The attitude is “Don’t Look Up!”, we have got this. Or “technology will save us,” as President Orlean (Meryl Streep) believed in the movie.

A search by Raworth’s colleagues at the University of Leeds has failed to identify any country anywhere in the world that is providing its citizens with the social foundations for a good life while remaining inside planetary boundaries. If that was to be the definition of a developed economy, none of our economies are developed. We are either not meeting the needs of our people or exceeding the carrying capacity of our planet, or (in the case of about a third of countries) doing both at once.

Therein lies both a warning and a challenge; a threat and an opportunity.

Our mission ought to be to meet social foundations everywhere without destroying the environment of which we are a part and on which we depend. Governments, and especially monetary sovereign governments in high income countries such as Australia, will have to lead the way.

They will have to throw off the neoliberalism of Friedman, Hayek, and Buchanan, and the baggage which goes with it and buy into the new economics of Kelton, Raworth, Mazzucato and their colleagues.
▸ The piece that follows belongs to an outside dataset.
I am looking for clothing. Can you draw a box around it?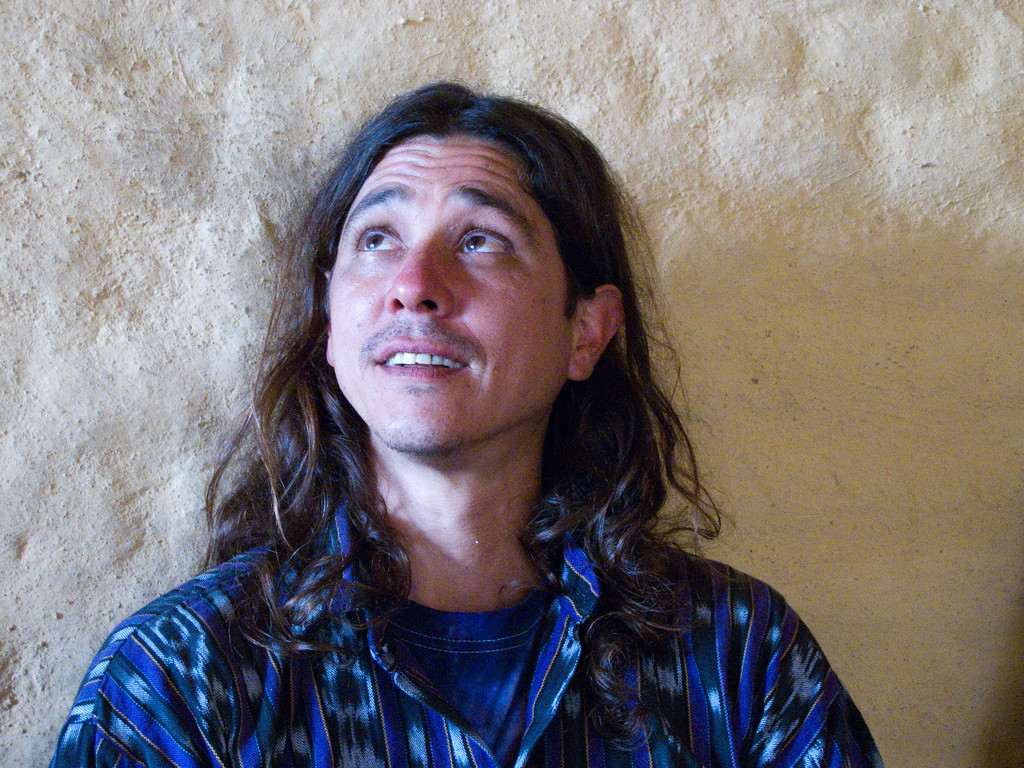
Sure, the bounding box is region(33, 411, 907, 753).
Then we can look up, with some confidence that we can deflect the metaphorical comets that threaten the lives of millions and the quality of life for us all. The resources and the technology to do what’s needed already exist. But until now we have been trapped in an outmoded way of thinking about both the role of government and the purpose of economic activity that has held us back to the point where the comet is bearing down upon us.The Conversation

Steven Hail is Adjunct Associate Professor at Torrens University Australia.

This article is republished from The Conversation under a Creative Commons license. Read the original article.